***WARNING! There are some graphic details in this post.***
Yesterday my team and I visited the S-21 prison and just one of the over 300 killing fields where people were executed after being tortured into giving false confessions. I came to Cambodia with an awareness that genocide was part of the nation’s history, but after learning more, my heart has been broken afresh for the people of this country.
I saw pictures of people who were beaten and tortured. I heard stories of how people were forced into manual labor that reminded me of the slavery of the Israelites under the Egyptians. They were forced to produce an unreasonable quota every day, which left some working 19 hour days. People were driver from their homes in the cities to work in the fields. Their educational and religious buildings were turned into prisons. Their captors liked to torture them to the brink of death, but they were always upset if they weren’t able to revive their victim because that meant they couldn’t get the confession they were after.
They saved death for the killing fields. They would bring their victims out in trucks, and they would use different instruments to inflict head wounds before throwing them into a mass grave. In order to hide these atrocities, they would hang a loudspeaker from a tree and play music to drown out the sounds of death. There was another tree they used as well. It was called the killing tree. This is where they would take infants by the legs and smash their skulls against the trunk before tossing them in one of the graves like they were throwing out the garbage. This was to ensure that the children never grew up to exact revenge for the pain inflicted upon their families.
By the time we were done yesterday, I had no words. What is there to say after you see something like that?
After becoming more aware of the horrors this country has endured, I would expect a nation who has endured so much to show signs of hopelessness or scars of despair. Instead I see hope everywhere I go. I see it in the smiles of those old enough to remember the past as they watch children play naked in the streets. I see it in people who fled, but have since returned because they want to build a better future rather than let Cambodia be defined by its past. I see it in the restoration of old buildings to their original purpose. A place that was once a high school was turned into a prison under the Khmer Rouge. Today it is again being used to educate people who come from around the world on the unspeakable realities of genocide. I see it as these people reclaim their future from those who tried to destroy it.
How? How is this possible? This isn’t the first genocide in world history. Tragically, it has happened so many times before. How do people who know that the world keeps repeating this cycle choosing to move on with hope that things don’t have to be that way. I think it’s the image of God in us. I think hope is something He marked us with when He was writing out our DNA.
God has hope for humanity. He endured His own killing tree where He experienced just how brutal we can be. And yet, He still has hope for us. That is exactly why He came. He wanted to show us what it looks like to endure such unspeakable violence and forgive rather than exacting revenge. That is how there can be hope. That is how we can move forward again and again believing that one day God will bring restoration and healing and the world will again be as He intended. Even now, the process has begun. God is presently at work to set things right. Because of this, we can actually have hope. I leave you with Hebrews 10:23 (NASB).
Let us hold fast the confession of our hope without wavering, for He who promised is faithful.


▶ [TASK TO CARRY OUT] Going through the entries below, count each line that holds "xlabel" and give only the total.
RECORDS SHOWN section start
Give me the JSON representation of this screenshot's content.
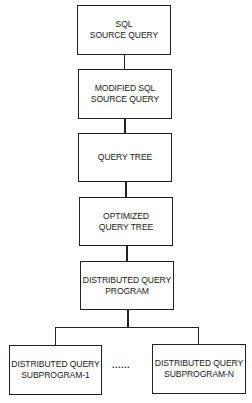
{
  "diagram": {
    "type": "flowchart",
    "direction": "top-to-bottom",
    "nodes": [
      {
        "id": "sql-source-query",
        "lines": [
          "SQL",
          "SOURCE QUERY"
        ]
      },
      {
        "id": "modified-sql-source-query",
        "lines": [
          "MODIFIED SQL",
          "SOURCE QUERY"
        ]
      },
      {
        "id": "query-tree",
        "lines": [
          "QUERY TREE"
        ]
      },
      {
        "id": "optimized-query-tree",
        "lines": [
          "OPTIMIZED",
          "QUERY TREE"
        ]
      },
      {
        "id": "distributed-query-program",
        "lines": [
          "DISTRIBUTED QUERY",
          "PROGRAM"
        ]
      },
      {
        "id": "distributed-query-subprogram-1",
        "lines": [
          "DISTRIBUTED QUERY",
          "SUBPROGRAM-1"
        ]
      },
      {
        "id": "distributed-query-subprogram-n",
        "lines": [
          "DISTRIBUTED QUERY",
          "SUBPROGRAM-N"
        ]
      }
    ],
    "edges": [
      {
        "from": "sql-source-query",
        "to": "modified-sql-source-query"
      },
      {
        "from": "modified-sql-source-query",
        "to": "query-tree"
      },
      {
        "from": "query-tree",
        "to": "optimized-query-tree"
      },
      {
        "from": "optimized-query-tree",
        "to": "distributed-query-program"
      },
      {
        "from": "distributed-query-program",
        "to": "distributed-query-subprogram-1"
      },
      {
        "from": "distributed-query-program",
        "to": "distributed-query-subprogram-n"
      }
    ],
    "ellipsis": "......"
  }
}
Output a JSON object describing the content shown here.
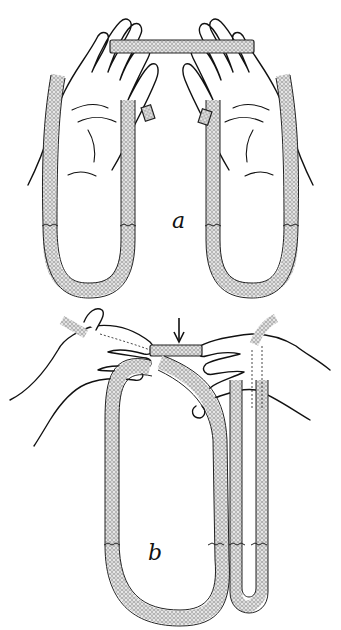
{
  "figure": {
    "panels": [
      {
        "id": "a",
        "label": "a",
        "description": "Two open hands holding a flat band stretched between the fingertips; each hand has a band hanging down in a U-shaped loop"
      },
      {
        "id": "b",
        "label": "b",
        "description": "Two hands gripping a band over an elongated loop; arrow points to the band segment between the hands"
      }
    ],
    "annotations": [
      {
        "type": "arrow",
        "direction": "down",
        "panel": "b"
      }
    ],
    "colors": {
      "ink": "#111111",
      "background": "#ffffff",
      "rope_fill": "#d9d9d9"
    }
  }
}
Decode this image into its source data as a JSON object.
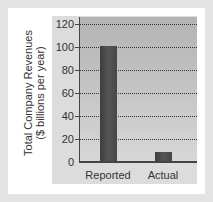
{
  "chart_data": {
    "type": "bar",
    "title": "",
    "xlabel": "",
    "ylabel": "Total Company Revenues ($ billions per year)",
    "ylabel_lines": [
      "Total Company Revenues",
      "($ billions per year)"
    ],
    "categories": [
      "Reported",
      "Actual"
    ],
    "values": [
      101,
      9
    ],
    "ylim": [
      0,
      120
    ],
    "yticks": [
      0,
      20,
      40,
      60,
      80,
      100,
      120
    ],
    "grid": true,
    "grid_style": "dotted horizontal",
    "legend": null
  },
  "colors": {
    "frame": "#e3e3e3",
    "card": "#ffffff",
    "panel": "#dcdcdc",
    "plot_top": "#b3b3b3",
    "plot_bottom": "#d8d8d8",
    "bar": "#4a4a4a"
  }
}
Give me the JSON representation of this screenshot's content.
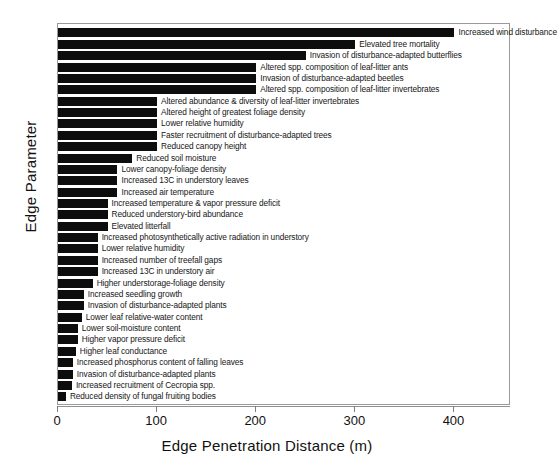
{
  "chart_data": {
    "type": "bar",
    "orientation": "horizontal",
    "title": "",
    "xlabel": "Edge Penetration Distance (m)",
    "ylabel": "Edge Parameter",
    "xlim": [
      0,
      457
    ],
    "xticks": [
      0,
      100,
      200,
      300,
      400
    ],
    "xticklabels": [
      "0",
      "100",
      "200",
      "300",
      "400"
    ],
    "grid": false,
    "legend": null,
    "bar_color": "#0d0d0d",
    "frame_color": "#9a9a9a",
    "categories": [
      "Increased wind disturbance",
      "Elevated tree mortality",
      "Invasion of disturbance-adapted butterflies",
      "Altered spp. composition of leaf-litter ants",
      "Invasion of disturbance-adapted beetles",
      "Altered spp. composition of leaf-litter invertebrates",
      "Altered abundance & diversity of leaf-litter invertebrates",
      "Altered height of greatest foliage density",
      "Lower relative humidity",
      "Faster recruitment of disturbance-adapted trees",
      "Reduced canopy height",
      "Reduced soil moisture",
      "Lower canopy-foliage density",
      "Increased 13C in understory leaves",
      "Increased air temperature",
      "Increased temperature & vapor pressure deficit",
      "Reduced understory-bird abundance",
      "Elevated litterfall",
      "Increased photosynthetically active radiation in understory",
      "Lower relative humidity",
      "Increased number of treefall gaps",
      "Increased 13C in understory air",
      "Higher understorage-foliage density",
      "Increased seedling growth",
      "Invasion of disturbance-adapted plants",
      "Lower leaf relative-water content",
      "Lower soil-moisture content",
      "Higher vapor pressure deficit",
      "Higher leaf conductance",
      "Increased phosphorus content of falling leaves",
      "Invasion of disturbance-adapted plants",
      "Increased recruitment of Cecropia spp.",
      "Reduced density of fungal fruiting bodies"
    ],
    "values": [
      400,
      300,
      250,
      200,
      200,
      200,
      100,
      100,
      100,
      100,
      100,
      75,
      60,
      60,
      60,
      50,
      50,
      50,
      40,
      40,
      40,
      40,
      35,
      26,
      26,
      24,
      20,
      20,
      18,
      15,
      15,
      14,
      8
    ]
  }
}
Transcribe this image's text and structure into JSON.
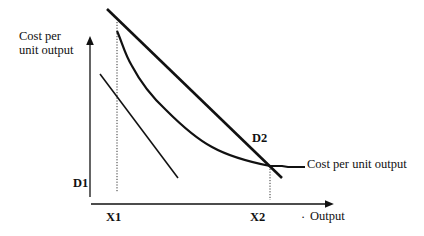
{
  "diagram": {
    "y_axis_label_line1": "Cost per",
    "y_axis_label_line2": "unit output",
    "x_axis_label": "Output",
    "x_axis_dot": "·",
    "curve_label": "Cost per unit output",
    "d1_label": "D1",
    "d2_label": "D2",
    "x1_label": "X1",
    "x2_label": "X2",
    "colors": {
      "ink": "#111111",
      "background": "#ffffff"
    }
  }
}
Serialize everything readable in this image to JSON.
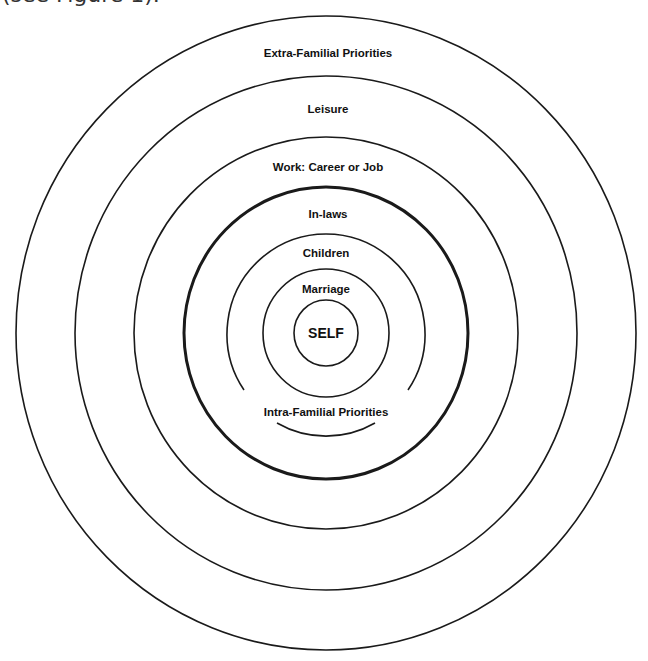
RECORDS SHOWN section end
▶ [FINISHED TASK] 2